• _EXERCISE INSTRUCTIONS_
Given the entries that follow, write out exactly the lines starting at the one containing "Identify the location of The Boys News." and ending at the one containing "The height and width of the screenshot is (322, 572).", both ends included, and only those.

###

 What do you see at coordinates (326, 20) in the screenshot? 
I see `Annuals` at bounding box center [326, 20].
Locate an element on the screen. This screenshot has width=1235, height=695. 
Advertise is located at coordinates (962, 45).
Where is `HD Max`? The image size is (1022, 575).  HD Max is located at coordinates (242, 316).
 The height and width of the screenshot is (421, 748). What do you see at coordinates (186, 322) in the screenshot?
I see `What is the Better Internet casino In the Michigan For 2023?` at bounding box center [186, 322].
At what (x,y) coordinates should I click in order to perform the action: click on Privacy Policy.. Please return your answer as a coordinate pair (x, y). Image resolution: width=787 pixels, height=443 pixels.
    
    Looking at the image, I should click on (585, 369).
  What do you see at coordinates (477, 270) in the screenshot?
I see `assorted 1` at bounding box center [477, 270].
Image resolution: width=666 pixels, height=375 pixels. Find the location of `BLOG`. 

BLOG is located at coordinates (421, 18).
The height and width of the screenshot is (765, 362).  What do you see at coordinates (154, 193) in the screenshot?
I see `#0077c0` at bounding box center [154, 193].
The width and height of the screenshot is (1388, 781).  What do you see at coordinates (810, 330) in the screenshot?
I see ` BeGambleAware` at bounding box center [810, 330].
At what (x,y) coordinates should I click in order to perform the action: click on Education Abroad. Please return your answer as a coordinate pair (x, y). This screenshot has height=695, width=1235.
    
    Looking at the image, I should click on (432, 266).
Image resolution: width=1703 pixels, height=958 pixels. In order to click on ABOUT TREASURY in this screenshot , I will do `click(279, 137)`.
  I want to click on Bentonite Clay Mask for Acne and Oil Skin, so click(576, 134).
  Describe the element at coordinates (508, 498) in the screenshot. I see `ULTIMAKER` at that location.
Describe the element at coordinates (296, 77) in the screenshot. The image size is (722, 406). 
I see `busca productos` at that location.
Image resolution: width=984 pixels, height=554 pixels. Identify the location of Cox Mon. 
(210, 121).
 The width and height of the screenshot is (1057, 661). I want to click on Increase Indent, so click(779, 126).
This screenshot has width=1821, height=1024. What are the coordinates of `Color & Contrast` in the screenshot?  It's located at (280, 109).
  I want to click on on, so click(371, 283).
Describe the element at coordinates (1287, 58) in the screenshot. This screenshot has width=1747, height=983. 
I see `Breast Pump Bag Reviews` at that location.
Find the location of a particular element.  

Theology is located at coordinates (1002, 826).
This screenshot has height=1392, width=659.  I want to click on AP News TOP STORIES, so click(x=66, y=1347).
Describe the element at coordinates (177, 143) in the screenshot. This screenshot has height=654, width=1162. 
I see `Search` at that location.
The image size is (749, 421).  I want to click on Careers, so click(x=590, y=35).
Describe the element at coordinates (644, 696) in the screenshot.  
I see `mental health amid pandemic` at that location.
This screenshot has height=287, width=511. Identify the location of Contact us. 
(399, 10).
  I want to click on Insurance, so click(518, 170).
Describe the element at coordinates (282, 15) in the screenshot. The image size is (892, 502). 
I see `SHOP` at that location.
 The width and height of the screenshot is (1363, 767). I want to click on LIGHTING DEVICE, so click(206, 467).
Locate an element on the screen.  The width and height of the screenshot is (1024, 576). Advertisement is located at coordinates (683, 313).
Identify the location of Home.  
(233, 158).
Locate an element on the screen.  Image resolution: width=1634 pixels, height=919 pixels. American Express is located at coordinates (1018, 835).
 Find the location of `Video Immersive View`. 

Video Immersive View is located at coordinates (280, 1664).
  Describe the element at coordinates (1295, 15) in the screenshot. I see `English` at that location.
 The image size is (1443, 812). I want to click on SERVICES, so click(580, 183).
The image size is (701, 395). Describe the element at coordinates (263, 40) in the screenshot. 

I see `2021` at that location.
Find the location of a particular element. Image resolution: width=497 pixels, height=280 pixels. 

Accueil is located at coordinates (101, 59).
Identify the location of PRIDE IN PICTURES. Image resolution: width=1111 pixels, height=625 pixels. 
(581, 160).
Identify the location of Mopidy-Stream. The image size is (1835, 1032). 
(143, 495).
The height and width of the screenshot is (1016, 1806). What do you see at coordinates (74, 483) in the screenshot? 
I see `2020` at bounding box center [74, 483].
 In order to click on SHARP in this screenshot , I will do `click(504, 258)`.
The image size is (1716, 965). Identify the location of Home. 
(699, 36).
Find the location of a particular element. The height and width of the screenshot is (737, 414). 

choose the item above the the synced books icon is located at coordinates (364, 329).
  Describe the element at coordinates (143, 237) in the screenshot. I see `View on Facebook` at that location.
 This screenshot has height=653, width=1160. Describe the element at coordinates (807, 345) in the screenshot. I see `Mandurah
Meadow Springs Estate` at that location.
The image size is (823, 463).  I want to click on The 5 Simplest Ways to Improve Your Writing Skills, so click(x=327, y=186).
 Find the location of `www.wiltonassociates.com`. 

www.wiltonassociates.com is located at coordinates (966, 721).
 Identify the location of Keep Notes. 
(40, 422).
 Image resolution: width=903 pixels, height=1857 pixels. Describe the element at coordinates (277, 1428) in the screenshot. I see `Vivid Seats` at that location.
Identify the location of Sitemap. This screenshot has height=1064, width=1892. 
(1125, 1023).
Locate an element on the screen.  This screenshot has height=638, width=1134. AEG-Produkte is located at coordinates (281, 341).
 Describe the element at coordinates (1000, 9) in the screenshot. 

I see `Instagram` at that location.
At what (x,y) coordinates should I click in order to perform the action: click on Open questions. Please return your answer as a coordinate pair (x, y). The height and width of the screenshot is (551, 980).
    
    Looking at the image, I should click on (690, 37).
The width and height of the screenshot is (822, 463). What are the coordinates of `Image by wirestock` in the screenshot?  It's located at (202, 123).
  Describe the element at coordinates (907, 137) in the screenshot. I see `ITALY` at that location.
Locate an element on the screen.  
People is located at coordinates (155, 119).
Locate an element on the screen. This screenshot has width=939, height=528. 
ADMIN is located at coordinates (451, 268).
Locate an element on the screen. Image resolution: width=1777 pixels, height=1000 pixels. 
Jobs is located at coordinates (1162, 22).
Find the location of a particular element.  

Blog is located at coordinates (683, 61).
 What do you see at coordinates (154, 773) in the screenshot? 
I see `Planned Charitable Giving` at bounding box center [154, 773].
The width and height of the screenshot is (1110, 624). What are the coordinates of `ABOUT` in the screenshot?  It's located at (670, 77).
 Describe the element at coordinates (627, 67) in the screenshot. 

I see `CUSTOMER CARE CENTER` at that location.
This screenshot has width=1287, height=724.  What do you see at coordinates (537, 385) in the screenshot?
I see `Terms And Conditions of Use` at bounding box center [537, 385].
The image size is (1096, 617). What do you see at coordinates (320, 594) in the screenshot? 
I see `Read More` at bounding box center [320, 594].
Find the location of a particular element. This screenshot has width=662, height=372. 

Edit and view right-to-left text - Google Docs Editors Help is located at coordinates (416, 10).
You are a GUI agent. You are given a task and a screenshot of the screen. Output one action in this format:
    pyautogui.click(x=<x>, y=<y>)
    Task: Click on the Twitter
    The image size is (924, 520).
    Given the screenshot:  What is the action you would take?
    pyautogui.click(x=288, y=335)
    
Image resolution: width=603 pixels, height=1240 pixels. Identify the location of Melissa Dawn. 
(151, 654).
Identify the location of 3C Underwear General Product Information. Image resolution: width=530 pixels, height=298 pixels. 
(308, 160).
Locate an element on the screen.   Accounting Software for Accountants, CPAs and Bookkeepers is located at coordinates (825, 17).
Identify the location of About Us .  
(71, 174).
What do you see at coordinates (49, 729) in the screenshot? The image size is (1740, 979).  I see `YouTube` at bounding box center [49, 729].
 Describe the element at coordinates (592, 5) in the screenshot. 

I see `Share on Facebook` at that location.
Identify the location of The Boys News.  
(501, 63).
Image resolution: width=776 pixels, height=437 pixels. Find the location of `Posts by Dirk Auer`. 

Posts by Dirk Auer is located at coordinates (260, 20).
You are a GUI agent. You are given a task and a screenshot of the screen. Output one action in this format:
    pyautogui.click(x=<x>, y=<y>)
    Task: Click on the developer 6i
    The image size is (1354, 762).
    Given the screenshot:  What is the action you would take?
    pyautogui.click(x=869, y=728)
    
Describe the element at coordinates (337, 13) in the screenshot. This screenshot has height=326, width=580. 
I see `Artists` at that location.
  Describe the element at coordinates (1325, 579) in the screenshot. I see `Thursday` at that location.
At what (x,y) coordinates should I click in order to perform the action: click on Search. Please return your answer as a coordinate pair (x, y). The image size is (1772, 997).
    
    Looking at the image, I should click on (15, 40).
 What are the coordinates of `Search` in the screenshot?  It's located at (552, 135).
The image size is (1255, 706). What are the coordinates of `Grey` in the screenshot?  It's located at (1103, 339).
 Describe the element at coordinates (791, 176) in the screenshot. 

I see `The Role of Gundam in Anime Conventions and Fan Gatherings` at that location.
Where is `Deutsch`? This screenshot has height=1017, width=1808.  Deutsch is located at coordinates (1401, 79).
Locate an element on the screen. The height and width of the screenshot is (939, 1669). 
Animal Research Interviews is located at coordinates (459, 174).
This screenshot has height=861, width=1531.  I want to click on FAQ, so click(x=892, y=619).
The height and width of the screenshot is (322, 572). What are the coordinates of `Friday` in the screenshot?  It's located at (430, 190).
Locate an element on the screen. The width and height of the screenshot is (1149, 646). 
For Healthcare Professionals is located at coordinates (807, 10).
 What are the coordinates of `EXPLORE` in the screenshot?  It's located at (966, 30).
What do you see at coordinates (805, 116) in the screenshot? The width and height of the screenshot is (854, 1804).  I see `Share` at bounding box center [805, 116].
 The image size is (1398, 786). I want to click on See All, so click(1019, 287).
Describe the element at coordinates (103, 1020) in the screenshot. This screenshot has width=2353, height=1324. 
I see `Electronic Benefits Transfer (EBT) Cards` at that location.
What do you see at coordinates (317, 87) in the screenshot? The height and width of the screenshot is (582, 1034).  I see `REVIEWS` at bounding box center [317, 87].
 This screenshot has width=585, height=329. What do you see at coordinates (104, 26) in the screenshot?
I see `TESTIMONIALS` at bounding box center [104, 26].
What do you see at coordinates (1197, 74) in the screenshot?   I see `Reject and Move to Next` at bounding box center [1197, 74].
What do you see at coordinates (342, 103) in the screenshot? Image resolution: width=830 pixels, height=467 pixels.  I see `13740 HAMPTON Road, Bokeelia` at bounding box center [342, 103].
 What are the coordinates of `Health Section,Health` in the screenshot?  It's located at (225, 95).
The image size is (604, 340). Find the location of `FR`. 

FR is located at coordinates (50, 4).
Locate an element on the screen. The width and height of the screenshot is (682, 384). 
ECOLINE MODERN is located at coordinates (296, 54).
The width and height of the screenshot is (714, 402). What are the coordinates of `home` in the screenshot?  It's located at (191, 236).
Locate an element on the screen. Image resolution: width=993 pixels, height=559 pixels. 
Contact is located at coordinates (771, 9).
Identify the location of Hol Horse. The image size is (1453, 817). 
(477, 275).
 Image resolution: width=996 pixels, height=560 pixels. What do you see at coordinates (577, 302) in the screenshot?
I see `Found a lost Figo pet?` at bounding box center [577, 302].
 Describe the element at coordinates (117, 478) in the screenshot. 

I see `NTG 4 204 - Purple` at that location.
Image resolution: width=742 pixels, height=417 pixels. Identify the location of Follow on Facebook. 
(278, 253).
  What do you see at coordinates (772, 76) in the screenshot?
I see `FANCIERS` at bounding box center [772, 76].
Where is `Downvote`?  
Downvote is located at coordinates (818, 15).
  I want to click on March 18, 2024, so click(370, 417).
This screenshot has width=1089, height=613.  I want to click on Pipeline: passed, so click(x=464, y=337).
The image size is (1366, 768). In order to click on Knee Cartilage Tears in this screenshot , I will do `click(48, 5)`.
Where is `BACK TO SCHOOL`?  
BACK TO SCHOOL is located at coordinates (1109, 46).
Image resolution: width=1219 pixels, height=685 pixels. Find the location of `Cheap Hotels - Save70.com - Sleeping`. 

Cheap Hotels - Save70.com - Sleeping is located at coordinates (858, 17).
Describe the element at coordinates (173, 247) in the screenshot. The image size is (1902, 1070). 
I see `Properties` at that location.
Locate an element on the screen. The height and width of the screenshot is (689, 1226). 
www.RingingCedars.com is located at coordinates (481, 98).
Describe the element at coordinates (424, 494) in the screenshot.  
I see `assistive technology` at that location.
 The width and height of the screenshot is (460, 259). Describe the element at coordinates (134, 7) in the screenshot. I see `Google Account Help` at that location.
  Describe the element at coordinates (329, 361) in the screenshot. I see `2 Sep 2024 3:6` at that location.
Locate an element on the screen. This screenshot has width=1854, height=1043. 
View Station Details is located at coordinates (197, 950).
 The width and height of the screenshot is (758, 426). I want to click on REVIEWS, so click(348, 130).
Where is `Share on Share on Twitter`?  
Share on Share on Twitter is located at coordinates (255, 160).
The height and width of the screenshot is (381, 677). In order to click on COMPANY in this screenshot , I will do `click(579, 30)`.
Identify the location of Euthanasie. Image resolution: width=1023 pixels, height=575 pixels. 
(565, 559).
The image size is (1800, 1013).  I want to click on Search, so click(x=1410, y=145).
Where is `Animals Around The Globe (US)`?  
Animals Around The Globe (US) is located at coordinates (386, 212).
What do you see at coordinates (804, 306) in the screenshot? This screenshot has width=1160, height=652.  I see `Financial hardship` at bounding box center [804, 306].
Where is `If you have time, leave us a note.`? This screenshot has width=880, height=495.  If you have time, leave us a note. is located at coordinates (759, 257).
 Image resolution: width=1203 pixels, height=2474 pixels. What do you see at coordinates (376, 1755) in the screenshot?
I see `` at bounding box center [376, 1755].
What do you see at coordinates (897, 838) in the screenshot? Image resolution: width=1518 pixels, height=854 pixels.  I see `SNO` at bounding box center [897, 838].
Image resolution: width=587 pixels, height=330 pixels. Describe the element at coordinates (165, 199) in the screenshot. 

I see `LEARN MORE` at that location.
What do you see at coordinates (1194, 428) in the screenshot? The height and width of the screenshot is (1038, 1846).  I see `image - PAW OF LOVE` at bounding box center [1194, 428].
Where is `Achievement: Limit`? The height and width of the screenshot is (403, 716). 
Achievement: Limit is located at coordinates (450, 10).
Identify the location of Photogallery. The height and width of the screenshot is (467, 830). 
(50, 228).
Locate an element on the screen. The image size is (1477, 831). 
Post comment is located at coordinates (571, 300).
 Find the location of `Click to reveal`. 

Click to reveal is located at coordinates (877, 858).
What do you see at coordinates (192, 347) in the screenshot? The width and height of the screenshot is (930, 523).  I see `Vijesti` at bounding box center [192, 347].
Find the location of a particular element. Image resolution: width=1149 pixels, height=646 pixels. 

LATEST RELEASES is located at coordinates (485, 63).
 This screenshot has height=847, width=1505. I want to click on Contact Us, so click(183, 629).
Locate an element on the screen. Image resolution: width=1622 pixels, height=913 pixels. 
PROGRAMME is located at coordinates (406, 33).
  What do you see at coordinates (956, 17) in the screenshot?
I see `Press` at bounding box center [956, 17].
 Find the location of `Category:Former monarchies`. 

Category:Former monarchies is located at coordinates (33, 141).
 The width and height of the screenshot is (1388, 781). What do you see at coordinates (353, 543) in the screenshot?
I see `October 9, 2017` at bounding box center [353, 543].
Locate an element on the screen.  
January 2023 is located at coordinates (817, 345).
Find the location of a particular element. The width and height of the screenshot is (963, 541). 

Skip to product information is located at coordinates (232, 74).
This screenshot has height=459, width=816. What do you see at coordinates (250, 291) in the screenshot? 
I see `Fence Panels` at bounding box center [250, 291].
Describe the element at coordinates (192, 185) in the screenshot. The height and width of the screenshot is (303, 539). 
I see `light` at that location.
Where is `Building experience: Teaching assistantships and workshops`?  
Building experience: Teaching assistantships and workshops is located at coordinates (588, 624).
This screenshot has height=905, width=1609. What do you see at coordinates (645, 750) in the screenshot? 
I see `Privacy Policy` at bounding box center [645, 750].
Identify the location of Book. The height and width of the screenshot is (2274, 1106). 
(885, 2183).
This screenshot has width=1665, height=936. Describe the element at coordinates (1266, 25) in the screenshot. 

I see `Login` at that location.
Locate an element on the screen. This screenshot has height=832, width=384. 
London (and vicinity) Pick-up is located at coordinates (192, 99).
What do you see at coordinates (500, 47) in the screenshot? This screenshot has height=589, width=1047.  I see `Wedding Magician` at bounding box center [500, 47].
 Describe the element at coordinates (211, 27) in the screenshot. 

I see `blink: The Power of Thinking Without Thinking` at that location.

###

• _EXERCISE RESULT_
Identify the location of The Boys News.  
(501, 63).
Image resolution: width=776 pixels, height=437 pixels. Find the location of `Posts by Dirk Auer`. 

Posts by Dirk Auer is located at coordinates (260, 20).
You are a GUI agent. You are given a task and a screenshot of the screen. Output one action in this format:
    pyautogui.click(x=<x>, y=<y>)
    Task: Click on the developer 6i
    The image size is (1354, 762).
    Given the screenshot:  What is the action you would take?
    pyautogui.click(x=869, y=728)
    
Describe the element at coordinates (337, 13) in the screenshot. This screenshot has height=326, width=580. 
I see `Artists` at that location.
  Describe the element at coordinates (1325, 579) in the screenshot. I see `Thursday` at that location.
At what (x,y) coordinates should I click in order to perform the action: click on Search. Please return your answer as a coordinate pair (x, y). The image size is (1772, 997).
    
    Looking at the image, I should click on (15, 40).
 What are the coordinates of `Search` in the screenshot?  It's located at (552, 135).
The image size is (1255, 706). What are the coordinates of `Grey` in the screenshot?  It's located at (1103, 339).
 Describe the element at coordinates (791, 176) in the screenshot. 

I see `The Role of Gundam in Anime Conventions and Fan Gatherings` at that location.
Where is `Deutsch`? This screenshot has height=1017, width=1808.  Deutsch is located at coordinates (1401, 79).
Locate an element on the screen. The height and width of the screenshot is (939, 1669). 
Animal Research Interviews is located at coordinates (459, 174).
This screenshot has height=861, width=1531.  I want to click on FAQ, so click(x=892, y=619).
The height and width of the screenshot is (322, 572). What are the coordinates of `Friday` in the screenshot?  It's located at (430, 190).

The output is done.